I was called a misogynist because I was reducing women to mothers. 'Reducing women to mothers' – now there is possibly the most anti-women statement I've heard.
I started writing as soon as I started reading.
You have only so many chances to tell stories. I didn't want to be forever wedded to one form of storytelling when there are so many out there.
'Envy the Night' was my first stand alone, the first book I'd written in the third person and I loved the feel of that, and it was different but it was also the same. 'So Cold the River,' I knew, was going to be really different, and that's why I thought about doing it as a novella under a pseudonym, because I didn't want to damage my career.
I think anyone who writes suspense fiction and says that King isn't an influence is either lying or being foolish.
I've never really found inspiration for story ideas in the news, but I'd say it certainly affects our lives in so many ways. I would say that certainly the stories of the day appear in the work - I just have never gone so far as to say, well, this particular event could influence a plot of an entire book.
For 'So Cold the River,' I'm actually working on adapting the book with Scott Silver, who was just nominated for an Oscar for 'The Fighter,' and who also wrote '8 Mile,' which I think is a terrific screenplay. The chance to work with Scott is a tremendous pleasure and I'm learning a lot.
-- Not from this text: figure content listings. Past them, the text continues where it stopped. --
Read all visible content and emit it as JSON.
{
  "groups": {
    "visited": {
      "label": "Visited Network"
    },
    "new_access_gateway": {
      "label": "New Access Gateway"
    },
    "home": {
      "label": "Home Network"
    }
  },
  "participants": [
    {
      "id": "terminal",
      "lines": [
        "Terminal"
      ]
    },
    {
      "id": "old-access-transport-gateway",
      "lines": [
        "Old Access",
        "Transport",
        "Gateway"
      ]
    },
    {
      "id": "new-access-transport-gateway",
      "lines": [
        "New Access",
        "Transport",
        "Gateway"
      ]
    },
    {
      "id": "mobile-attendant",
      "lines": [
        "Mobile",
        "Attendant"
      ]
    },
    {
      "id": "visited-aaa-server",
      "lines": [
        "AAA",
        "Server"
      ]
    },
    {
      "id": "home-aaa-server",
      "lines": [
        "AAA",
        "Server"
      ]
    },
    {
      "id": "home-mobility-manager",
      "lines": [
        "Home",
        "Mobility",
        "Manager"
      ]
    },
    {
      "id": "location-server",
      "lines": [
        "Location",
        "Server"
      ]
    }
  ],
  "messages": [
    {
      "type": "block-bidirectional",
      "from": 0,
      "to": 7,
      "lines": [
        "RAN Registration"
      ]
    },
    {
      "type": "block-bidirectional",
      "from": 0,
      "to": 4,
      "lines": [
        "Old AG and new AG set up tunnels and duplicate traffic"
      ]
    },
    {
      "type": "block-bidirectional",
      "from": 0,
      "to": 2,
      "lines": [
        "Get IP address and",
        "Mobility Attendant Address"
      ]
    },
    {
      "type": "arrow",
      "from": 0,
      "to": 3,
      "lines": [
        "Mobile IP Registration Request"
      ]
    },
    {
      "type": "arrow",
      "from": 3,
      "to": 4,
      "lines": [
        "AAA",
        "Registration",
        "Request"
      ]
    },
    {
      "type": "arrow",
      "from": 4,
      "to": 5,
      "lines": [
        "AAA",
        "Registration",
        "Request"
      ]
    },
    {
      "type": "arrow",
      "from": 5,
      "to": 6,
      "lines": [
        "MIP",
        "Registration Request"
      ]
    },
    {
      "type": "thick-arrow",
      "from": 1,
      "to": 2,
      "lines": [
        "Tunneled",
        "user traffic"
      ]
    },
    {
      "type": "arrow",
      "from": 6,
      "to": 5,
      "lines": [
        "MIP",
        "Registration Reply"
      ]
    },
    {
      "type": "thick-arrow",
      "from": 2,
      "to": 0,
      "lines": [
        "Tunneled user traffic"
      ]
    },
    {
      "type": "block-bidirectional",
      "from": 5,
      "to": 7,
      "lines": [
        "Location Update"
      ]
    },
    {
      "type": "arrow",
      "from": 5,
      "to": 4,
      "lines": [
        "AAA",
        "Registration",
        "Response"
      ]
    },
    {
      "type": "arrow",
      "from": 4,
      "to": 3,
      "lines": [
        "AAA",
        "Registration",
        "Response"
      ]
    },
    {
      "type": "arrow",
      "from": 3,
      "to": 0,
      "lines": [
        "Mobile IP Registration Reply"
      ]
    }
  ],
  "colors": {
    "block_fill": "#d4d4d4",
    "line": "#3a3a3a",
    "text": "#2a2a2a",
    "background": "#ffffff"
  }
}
It's a truth universally acknowledged that an FBI special agent in possession of great skill and talent is likely to engage in trash talk every now and then.
I don't look at money as success. I look at it as an avenue to freedom.
When it's all said and done, I'm very, very glad to work in this business, but that's exactly what it is. It's a business, and I get to do the fun half of it. I get paid to pretend. I get to play really great characters. And, we have such a wonderful writer. She just knows people so intricately, and it's so fun to be able to act out her words.
In loss itself I find assuagement: having lost the treasure, I've nothing to fear.